4) all this is of course exploited by xenophobic and populist politicians in France and other European countries. It's good marketing. But US pundits who don't speak another language than English, many of them who never have been to France or Europe (and thus don't follow the local debate) or if they did had a 3 days tourist trip, don't bother to check facts but keep propagating about the European "Islamic invasion". Some alarmist articles from some European papers are sources good enough. Of course it sells more than to talk about the overwhelming poverty and lack of integration of Blacks (after 400 years) in the USA and of Latinos. Integration problems have always existed, they last 1-2 generations and the US has completely forgotten about the gang wars between the Irish, Italians and Jews a century ago. Not to talk about natives who weren't even US citizens before 1930. Or did I mention the quasi apartheid regime that reigned in the US until the late sixties since the abolition of slavery?

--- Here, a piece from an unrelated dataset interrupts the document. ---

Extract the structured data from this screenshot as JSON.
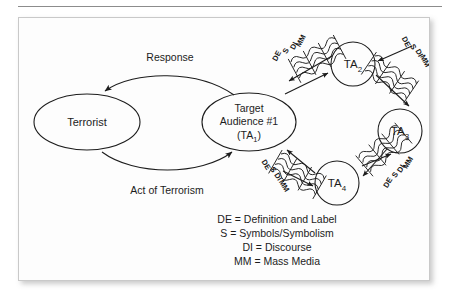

The authors of the original post have the merit of showing what is really going on in France. It's only sad that it took to an explicit threat from Ben Laden to explain that the vast majority (90% and probably more) of immigrants fom a Muslim background in France have core values that are diametrically opposed to the ones of some bearded woman abusers.

 

MASINI

9:59 AM ET

November 13, 2010

tinctura propolis This

tinctura propolis
This offender has probably advanced psychological studies. Knows how to manipulate the masses more than our authorities. We should deal with people and explain what lies behind their sick minds. Maybe they're right and they, the Muslims, but the French are not enemies. They are friends, and that all Muslims must understand all.laptisor de matca de vanzare and vand polen albine

 

ACKERLEY111

11:09 AM ET

November 15, 2010

Here are a few articles from below

The violences tatil perpetrated in some suburbs by some youth is nothing but ethnic gang filmcin criminality, but not religiously motivated. But I guess that by the way some gazeteler reason here, the violence committed by Latino gangs in the klip izle US could be presented as a "Catholic menace".